Ex-mayor Dave Cieslewicz's latest blog post at The Daily Page reaffirms my decision of not having voted for him in the previous two mayoral elections. In his homily entitled "Idea of the week... use Madison College culinary school as catalyst for a public market", he once again channels Richard Florida:
My point is that progressive cities do certain things to stay competitive in the game to attract the creative talent that builds jobs in the new economy. They ban smoking in bars and restaurants. (We have.) They have bike sharing systems and aggressive bike commuting programs. (We do.) And they have public markets. (We don't and so we're falling behind.)
I get the feeling that Cieslewicz would rather that poverty and crime balloon than countenance no new bike trails be built. And what's with his hard-on for public markets? (He also mentioned them less than two weeks ago.) Where's the data showing that they're imperative to attract creative talent? Or any of his trifecta of progressiveness? (And what's "creative talent" anyway?) Milwaukee has a public market as do other Rust Belt cities like Cleveland and Cincinnati. Is creative talent flocking to these cities? Or perhaps they're just not progressive. Who knows. Perhaps if Cieslewicz would stop bandying about Floridian terms and pieties without defining them and actually demonstrate their efficacy, we could have a better conversation. But since he's content to merely assert, I can only assume that the kind of people Cieslewicz wants to recruit to populate his bikes paths and buy $6/pound asparagus at a public market don't care about crime, quality of schools, or taxes.

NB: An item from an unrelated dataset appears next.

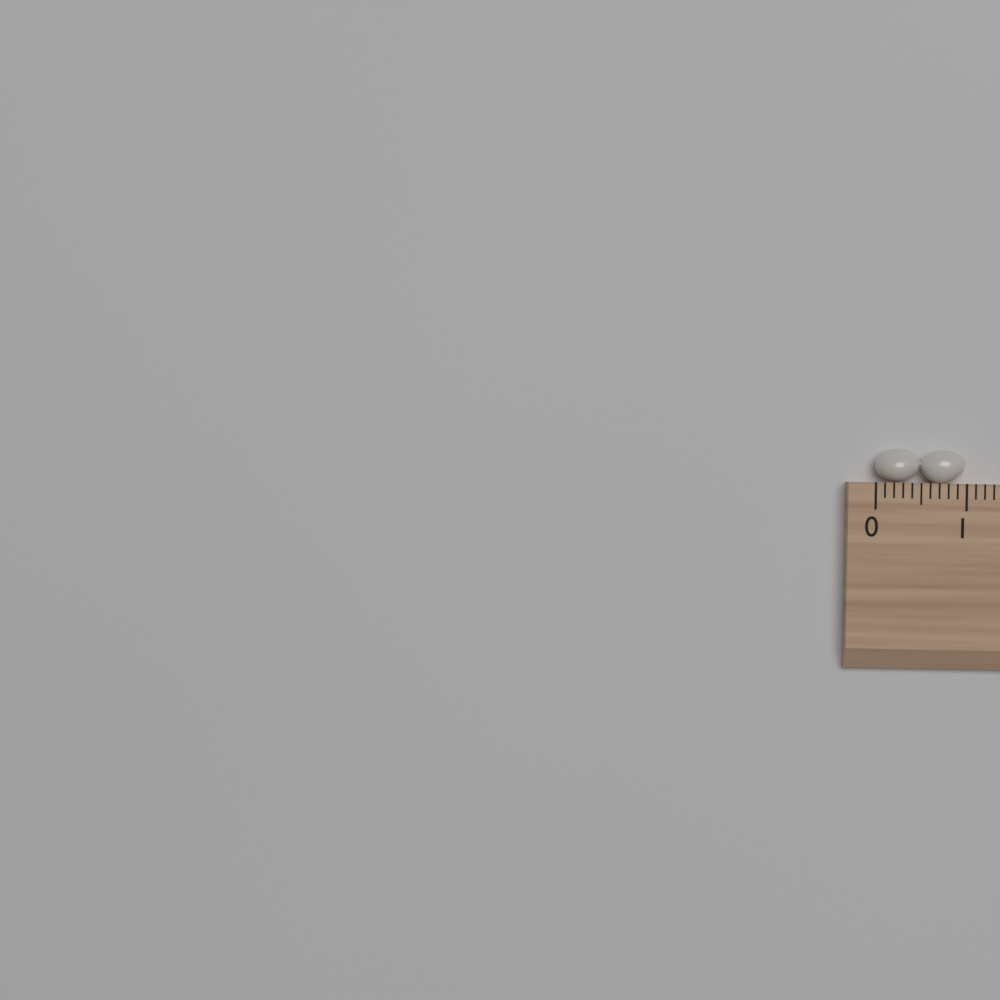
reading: 1.0 (no unit)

While I share an enthusiasm for cities with Ex-Mayor Dave, I find all this talk of creative talent and the Creative Class to be demeaning. You're not a thespian? You don't write code for a social networking site in your cubicle next to an indoor basketball court and company tattoo parlor while clad in shorts and barefoot? You simply wash dishes in those restaurants frequented by creative types? Well, sorry to inform you of this but you're just a pilgarlic. There doesn't seem to be much qualitative difference between Ayn Rand's fetishization of entrepreneurs and Cieslewicz's fetishization of "creative talent". I understand that what used to be called "skilled workers" are good for Madison. But do they only want public markets and to be able to rent a bicycle? Do their employers only choose cities that are hip enough for employees? Both Microsoft and Google opened offices here in Madison a few years ago despite an accursed lack of a public market. Perhaps the UW computer science department had something to do with this.

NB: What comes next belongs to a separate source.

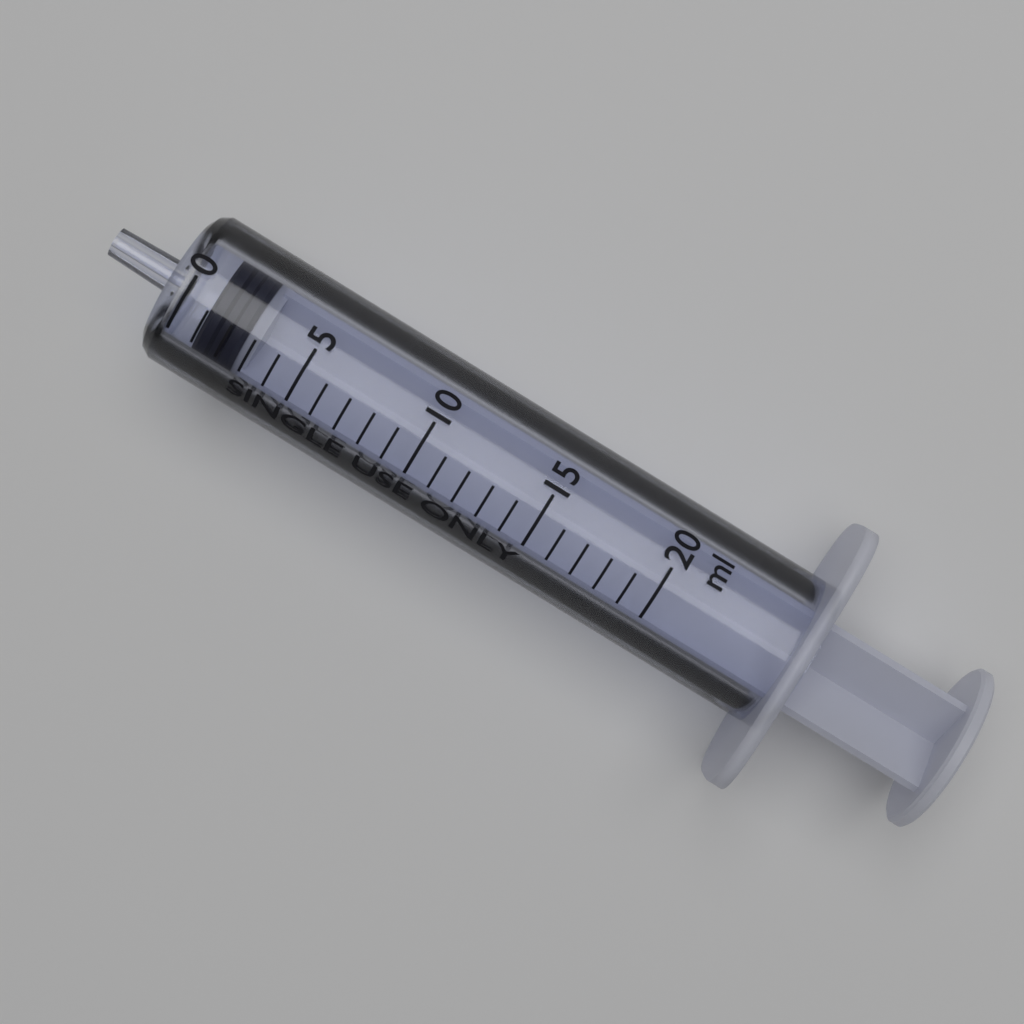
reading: 1 ml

I welcome creative talent to Madison but this city can't survive on them alone. People who bus tables, plow streets, make salami at Oscar Meyer, and so on may not be creative in the sense that Cieslewicz fetishizes, but they pay taxes, they consume the products of the creative types, and they contribute to the ortgeist of Madison.
Cieslewicz was right when he wrote that cities matter but he seems to have this lilywhite vision of a Madison that is all about creative types. Well, non-creative types matter too. As poverty increases here Cieslewicz can seemingly only find it in himself to lobby for more bike paths and a public market.
2 comments:
I'm with you. There's definitely a blind spot. Take bus service, for example.
I think I told/ranted at you about our difficulty back in 2004 finding an affordable (i.e. Madison-median priced) house on a decent bus line (i.e. less than 45 minutes from downtown). If it's changed, it's gotten worse.
Bus service past the beltline and on the east and north sides is pathetic - and those areas are arguably the parts of town that need public transport most.
At the time, I think Mayor Dave was lauded for riding the 19 to work. Thing is, he had a 10 minute ride from Dugeon-Monroe and the riders from Allied had already been on the bus for a long time.
Wait, though, there's an exception. There's that express bus to Epic. Hrm.
I've never understood our transfer point system. Not being a transit planner, I guess this is no surprise. I think that too much of Madison requires transferring to a different route at one of those points to get to.